#### [Task]
Once the line with "The width and" is reached, output it and every line after it, exactly, through the end of the records below. Pictures are skipped.

========================

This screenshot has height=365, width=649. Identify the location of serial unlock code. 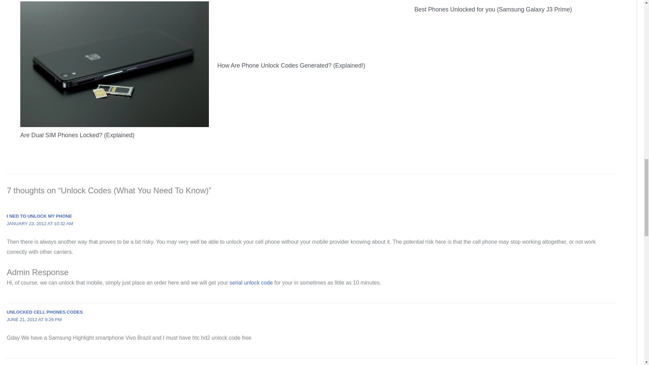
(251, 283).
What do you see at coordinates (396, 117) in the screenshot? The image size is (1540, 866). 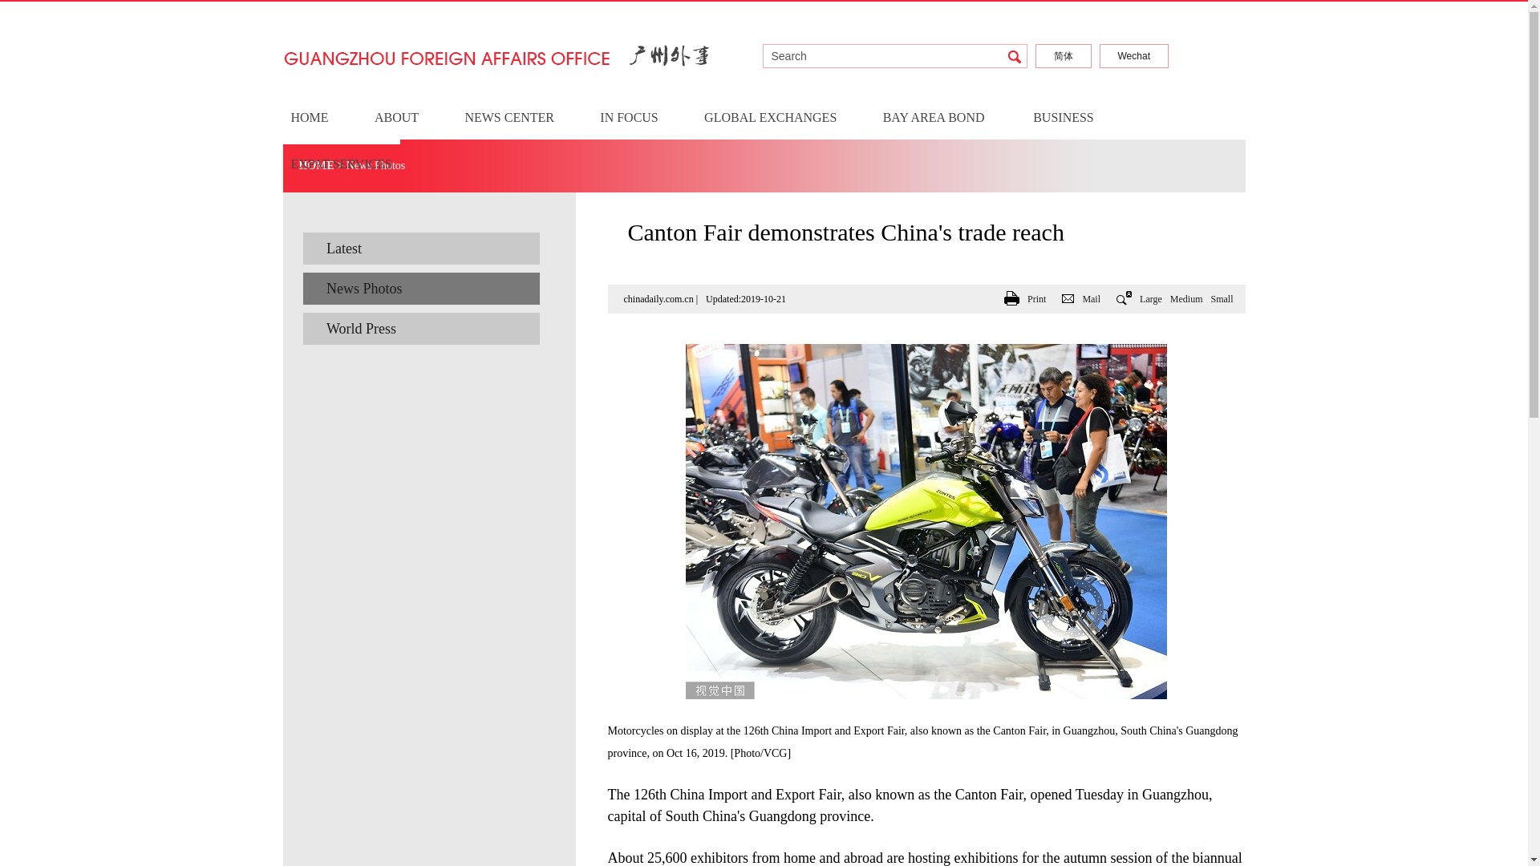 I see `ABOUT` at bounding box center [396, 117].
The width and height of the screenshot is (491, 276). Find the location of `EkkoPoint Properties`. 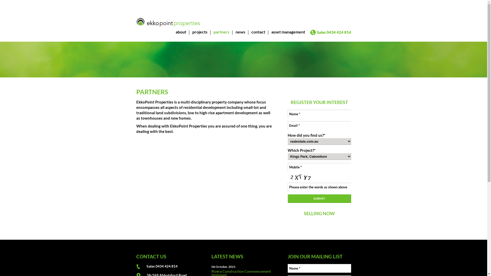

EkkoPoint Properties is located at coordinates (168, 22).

========================

#### [Output of the exercise]
The width and height of the screenshot is (491, 276). Find the location of `EkkoPoint Properties`. 

EkkoPoint Properties is located at coordinates (168, 22).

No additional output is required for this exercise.